Oct 22, 1999 - © James Gerhardt Sucha

he did his Setting Two-LBW version. The Agnus Dei was offered in two versions that touched the souls of communicants at the altar. The Swedish version is the one that tugs at the heartstrings with its haunting melody. The setting is finally capped off with the celebration "Song of Simeon" (Nunc Dimittis) and the reprise of the heartwarming Gloria Patri melody that one sang in the first part of the liturgy journey. The end of the service is grand with the familiar Danish three-fold "Amen," which Regina adapted. In the LP that was used for educating congregations on the service, Regina is featured as the organist.

Regina Fryxell's setting had a big influence on liturgy to come in the future, as beforehand, the settings were all chanted or plainsong. Currently, this setting was re-created from the 1963 organist edition of the liturgy, and will be featured in the forthcoming The Service Hymnal- A Lutheran Homecoming, due out in 2000 for ELCA, AALC, and other Lutheran churches.

THIRD SETTING

A third setting to the SBH? Yes, there was a third setting composed and produced. However, space limitations in the final cut prevented it from being published in the book. What was published was called the "Plainsong Setting," and was sold in separate books that were small versions of the red volumes of the SBH. Germanic ALC churches used this setting mostly in the Eastern United States, and kept the volumes in the pews next to the SBH.

This setting was completed with the help of Ernest White, an Episcopal musician versed in polyphonic plainsong of the Middle Ages. Research had found that Lutherans in German churches did indeed use old plainsong melodies when the church first started. Many of these melodies came directly from what they knew already in the Roman Catholic circles.

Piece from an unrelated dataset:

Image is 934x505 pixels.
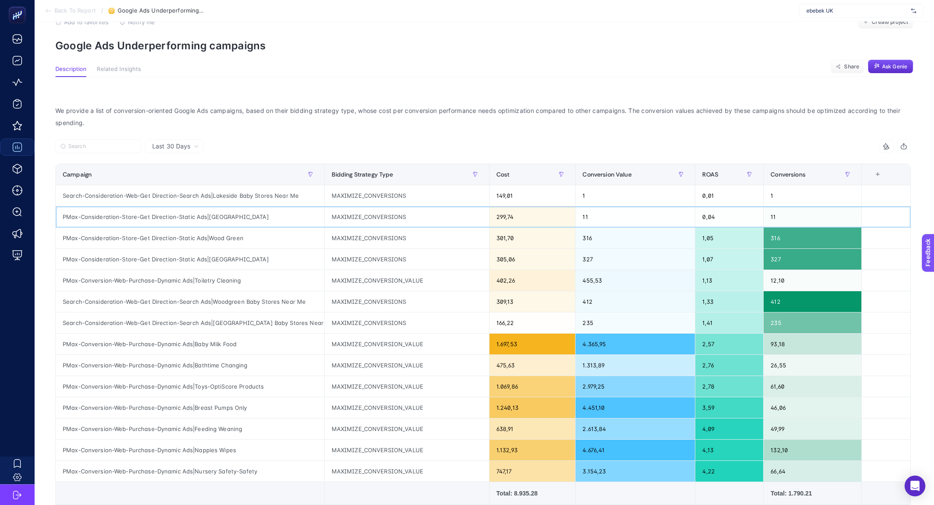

White went to work in the early 1950's crafting his melodies, adapted from the masses of the Catholic church and Lutheran hymnbooks from Germany. Masses from Latin sources such as the Orbis Factor were updated and translated into old English. Included were the creeds, sung to plainsong melodies from the middle ages. In the LP recording of the Service Book and Hymnal when it was introduced in 1958, this setting is featured. The complexity of the unison melodies and the constant sound of the plainsong make it interesting for the first five minutes, but makes one realize why the chorale was invented. Plainsong

The copyright of the article Service Book and Hymnal (SBH): 41 Years later in Lutheranism is owned by James Gerhardt Sucha. Permission to republish Service Book and Hymnal (SBH): 41 Years later in print or online must be granted by the author in writing.